» **Aim of the exercise**
Your copy starts at the line containing "Identify the location of DOMESTIC" and ends at the last line below. Copy exactly, without pictures.

» **Input**

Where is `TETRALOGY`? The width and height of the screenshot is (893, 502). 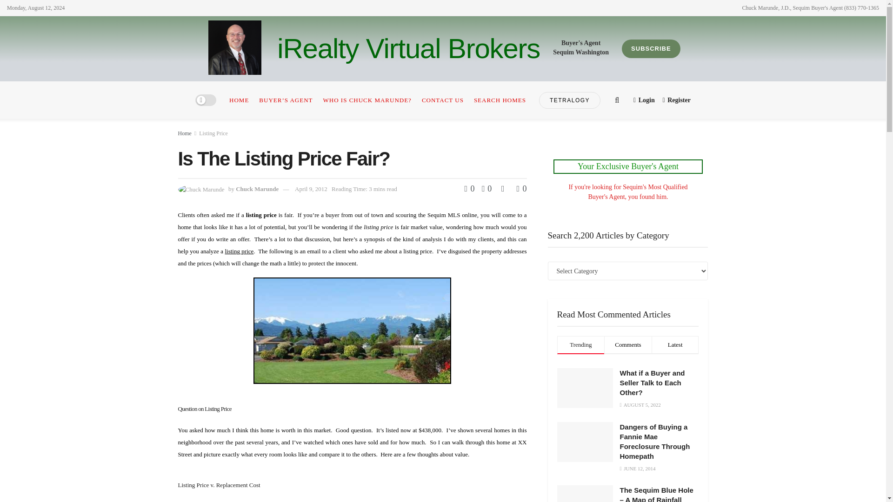 TETRALOGY is located at coordinates (569, 100).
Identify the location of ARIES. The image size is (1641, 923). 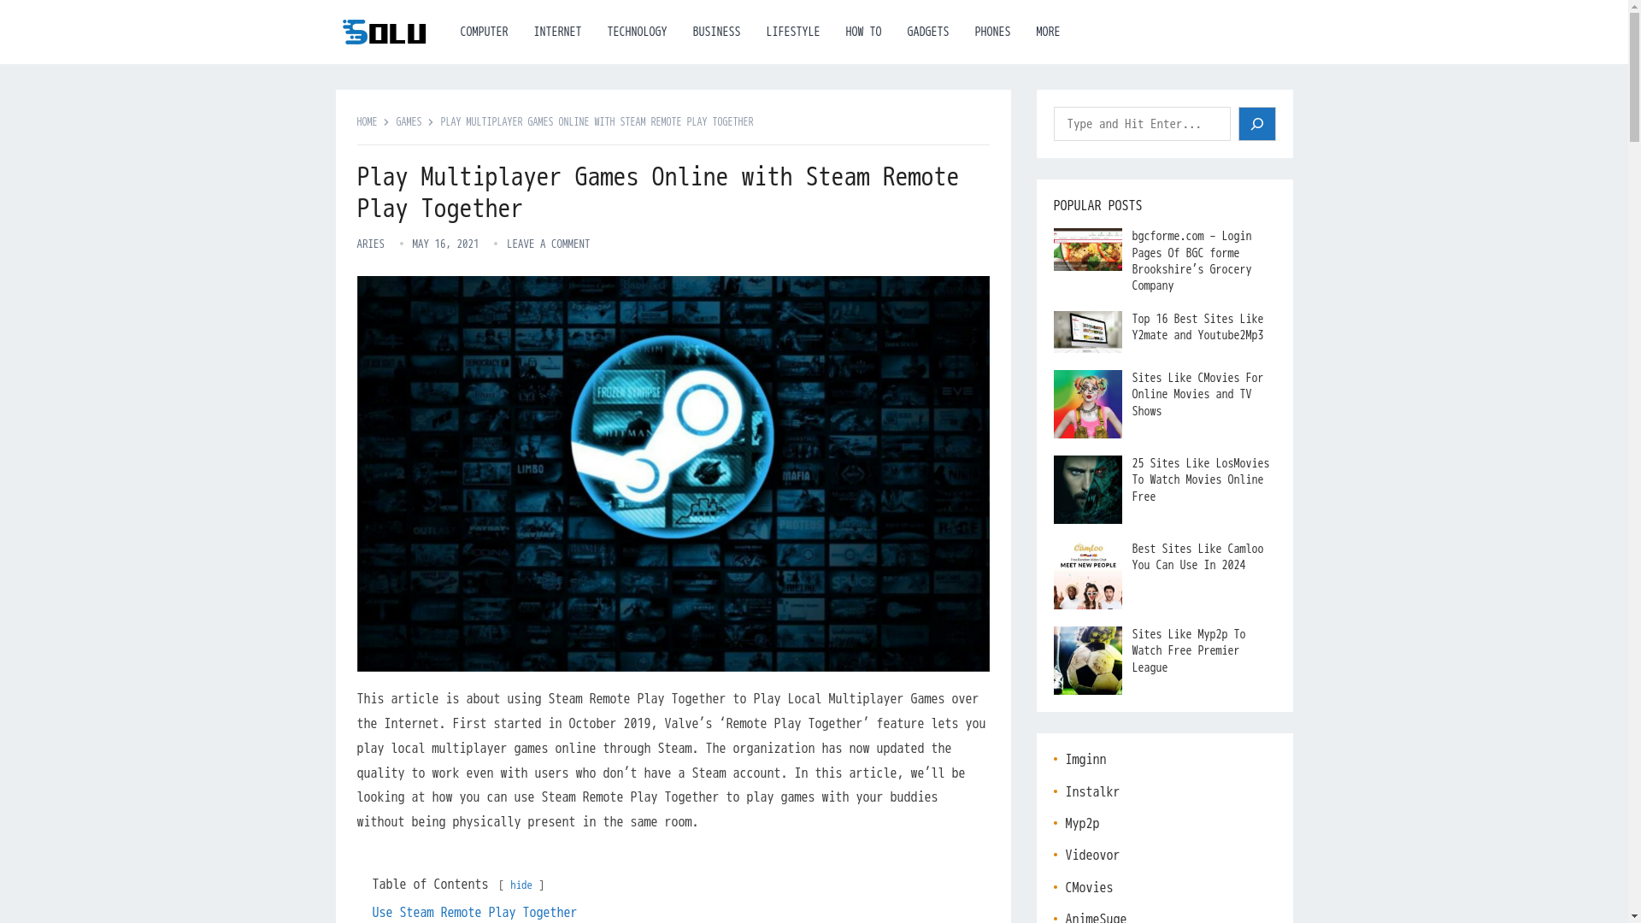
(371, 243).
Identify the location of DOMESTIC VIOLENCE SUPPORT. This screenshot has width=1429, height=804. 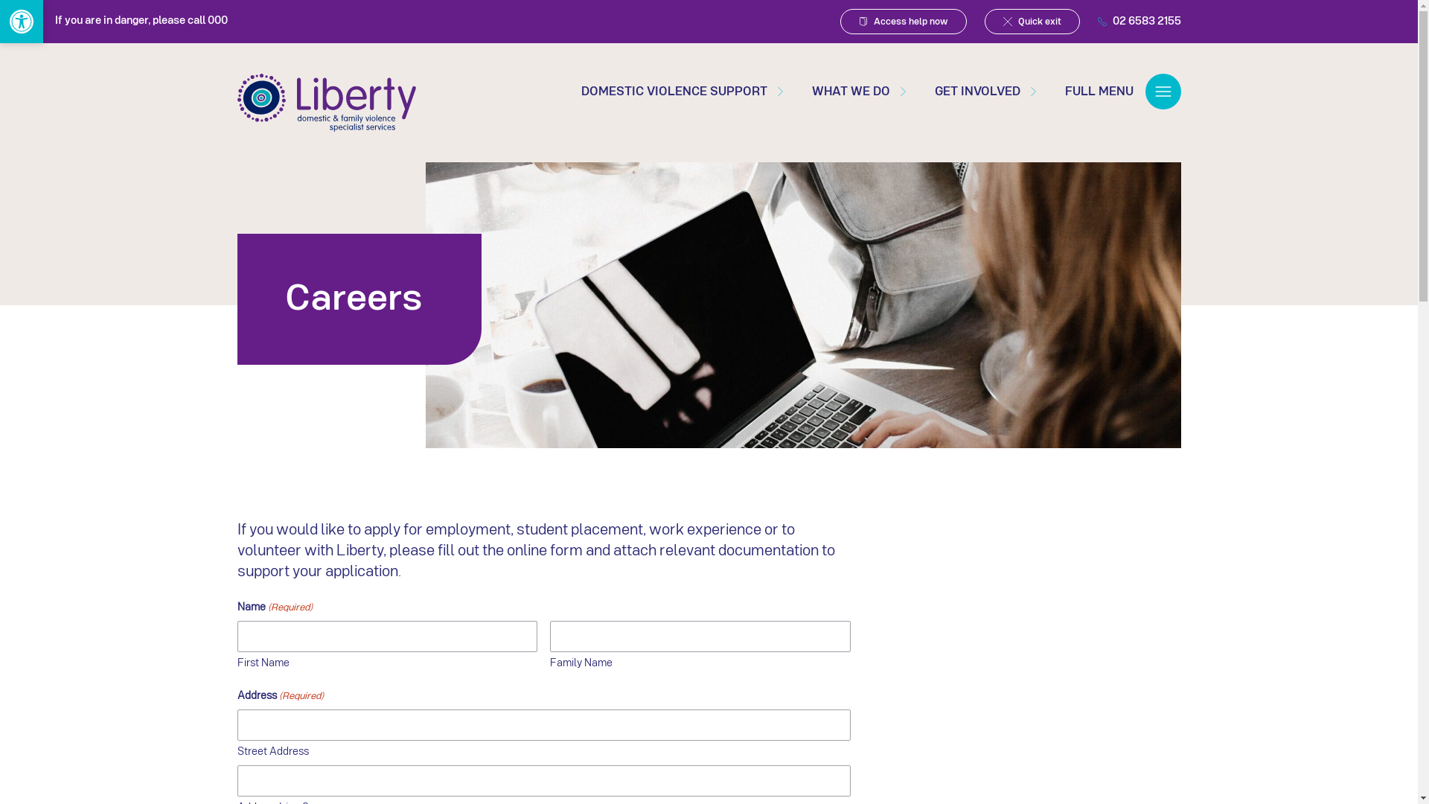
(683, 92).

» **Written reply**
Identify the location of DOMESTIC VIOLENCE SUPPORT. This screenshot has width=1429, height=804. 
(683, 92).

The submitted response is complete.